Secrets, by Kristen Heitzmann (Bethany House, 2004)
Lance Michelli’s beloved grandmother can’t speak, following a stoke, but she’s desperate for him to accomplish something for her – something urgent, something secret. The few clues she can give lead him to an old home in California wine country, which he suspects should truly belong to her.
Everyone else thinks it belongs to Rese Barrett, a young woman who’s left a successful construction business to restore the building and run it as a bed and breakfast.
Lance talks himself into a job as Rese’s cook – and maid. His Italian relatives taught him all he needs to produce beautiful meals, and if cleaning toilets is what he needs to do to make things right for his grandmother, he’ll do it.
Falling for Rese is not part of his plan. How can Lance help Rese heal her hurts when finding justice for his grandmother may take the property away from Rese? How can he tell her he came under false pretenses, now that she’s beginning to trust what he says about God?
Here’s one of Lance’s observations of Rese:
She headed for a wide flat rock on the creek’s bank, her posture still demanding “no trespassing” but no longer “trespassers will be shot.” [page 270]
I liked both main characters, and the secondaries were intriguing too, especially next-door neighbour Evvy and Rese’s friend Star. And the fictional food was amazing.
This is one of those novels I read slowly, not wanting it to end. So I was pleased to discover it’s book one in a trilogy. Now I’m looking for book two, Unforgotten, which continues Lance’s quest.
Kristen Heitzmann is a new-to-me author with plenty of published novels. She writes contemporary romantic suspense, historical fiction, and psychological suspense. Secrets won the Christy Award for Romance in 2005. For more about the author and her books, visit kristenheitzmann.com/.
[Review copy from my local public library.]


● **WORK TO COMPLETE**
Each record must be copied in full and unchanged; any image it holds is excluded.

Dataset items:
[Start of Attachment]
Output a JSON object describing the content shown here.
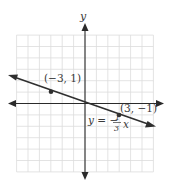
{
  "chart_data": {
    "type": "line",
    "title": "",
    "xlabel": "",
    "ylabel": "y",
    "xlim": [
      -6,
      6
    ],
    "ylim": [
      -6,
      6
    ],
    "grid": true,
    "legend": null,
    "series": [
      {
        "name": "y = -1/3 x",
        "equation": "y = -(1/3)x",
        "slope": -0.3333,
        "intercept": 0,
        "x": [
          -7,
          6
        ],
        "y": [
          2.333,
          -2
        ]
      }
    ],
    "points": [
      {
        "x": -3,
        "y": 1,
        "label": "(−3, 1)"
      },
      {
        "x": 3,
        "y": -1,
        "label": "(3, −1)"
      }
    ],
    "annotations": [
      {
        "text": "y = −1/3 x",
        "near": [
          3,
          -1.5
        ]
      }
    ]
  },
  "labels": {
    "y_axis": "y",
    "point1": "(−3, 1)",
    "point2": "(3, −1)",
    "eq_lhs": "y = −",
    "eq_num": "1",
    "eq_den": "3",
    "eq_var": "x"
  },
  "colors": {
    "grid": "#dcdcdc",
    "axis": "#2a2a2a",
    "line": "#2f2f2f",
    "text": "#3a3a3a"
  }
}
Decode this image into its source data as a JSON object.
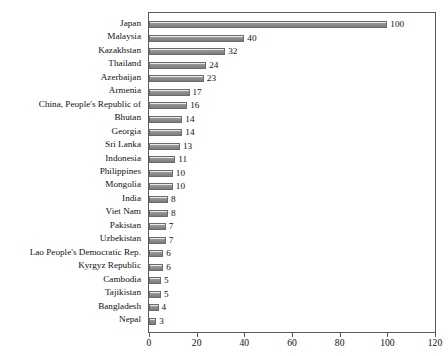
{
  "chart_data": {
    "type": "bar",
    "orientation": "horizontal",
    "title": "",
    "xlabel": "",
    "ylabel": "",
    "xlim": [
      0,
      120
    ],
    "xticks": [
      0,
      20,
      40,
      60,
      80,
      100,
      120
    ],
    "grid": false,
    "legend": false,
    "show_value_labels": true,
    "bar_color": "#7b7b7b",
    "bar_border_color": "#6b6b6b",
    "axis_color": "#5a5a5a",
    "categories": [
      "Japan",
      "Malaysia",
      "Kazakhstan",
      "Thailand",
      "Azerbaijan",
      "Armenia",
      "China, People's Republic of",
      "Bhutan",
      "Georgia",
      "Sri Lanka",
      "Indonesia",
      "Philippines",
      "Mongolia",
      "India",
      "Viet Nam",
      "Pakistan",
      "Uzbekistan",
      "Lao People's Democratic Rep.",
      "Kyrgyz Republic",
      "Cambodia",
      "Tajikistan",
      "Bangladesh",
      "Nepal"
    ],
    "values": [
      100,
      40,
      32,
      24,
      23,
      17,
      16,
      14,
      14,
      13,
      11,
      10,
      10,
      8,
      8,
      7,
      7,
      6,
      6,
      5,
      5,
      4,
      3
    ]
  }
}
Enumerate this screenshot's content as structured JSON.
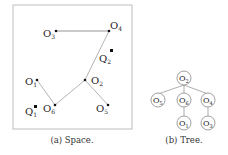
[End of Attachment]
● **ANSWER SECTION**
Output a JSON object describing the content shown here.
{
  "chart_data": {
    "type": "line",
    "title": "",
    "xlabel": "",
    "ylabel": "y",
    "xlim": [
      -6,
      6
    ],
    "ylim": [
      -6,
      6
    ],
    "grid": true,
    "legend": null,
    "series": [
      {
        "name": "y = -1/3 x",
        "equation": "y = -(1/3)x",
        "slope": -0.3333,
        "intercept": 0,
        "x": [
          -7,
          6
        ],
        "y": [
          2.333,
          -2
        ]
      }
    ],
    "points": [
      {
        "x": -3,
        "y": 1,
        "label": "(−3, 1)"
      },
      {
        "x": 3,
        "y": -1,
        "label": "(3, −1)"
      }
    ],
    "annotations": [
      {
        "text": "y = −1/3 x",
        "near": [
          3,
          -1.5
        ]
      }
    ]
  },
  "labels": {
    "y_axis": "y",
    "point1": "(−3, 1)",
    "point2": "(3, −1)",
    "eq_lhs": "y = −",
    "eq_num": "1",
    "eq_den": "3",
    "eq_var": "x"
  },
  "colors": {
    "grid": "#dcdcdc",
    "axis": "#2a2a2a",
    "line": "#2f2f2f",
    "text": "#3a3a3a"
  }
}
Decode this image into its source data as a JSON object.
{
  "chart_data": {
    "type": "bar",
    "orientation": "horizontal",
    "title": "",
    "xlabel": "",
    "ylabel": "",
    "xlim": [
      0,
      120
    ],
    "xticks": [
      0,
      20,
      40,
      60,
      80,
      100,
      120
    ],
    "grid": false,
    "legend": false,
    "show_value_labels": true,
    "bar_color": "#7b7b7b",
    "bar_border_color": "#6b6b6b",
    "axis_color": "#5a5a5a",
    "categories": [
      "Japan",
      "Malaysia",
      "Kazakhstan",
      "Thailand",
      "Azerbaijan",
      "Armenia",
      "China, People's Republic of",
      "Bhutan",
      "Georgia",
      "Sri Lanka",
      "Indonesia",
      "Philippines",
      "Mongolia",
      "India",
      "Viet Nam",
      "Pakistan",
      "Uzbekistan",
      "Lao People's Democratic Rep.",
      "Kyrgyz Republic",
      "Cambodia",
      "Tajikistan",
      "Bangladesh",
      "Nepal"
    ],
    "values": [
      100,
      40,
      32,
      24,
      23,
      17,
      16,
      14,
      14,
      13,
      11,
      10,
      10,
      8,
      8,
      7,
      7,
      6,
      6,
      5,
      5,
      4,
      3
    ]
  }
}
Enumerate this screenshot's content as structured JSON.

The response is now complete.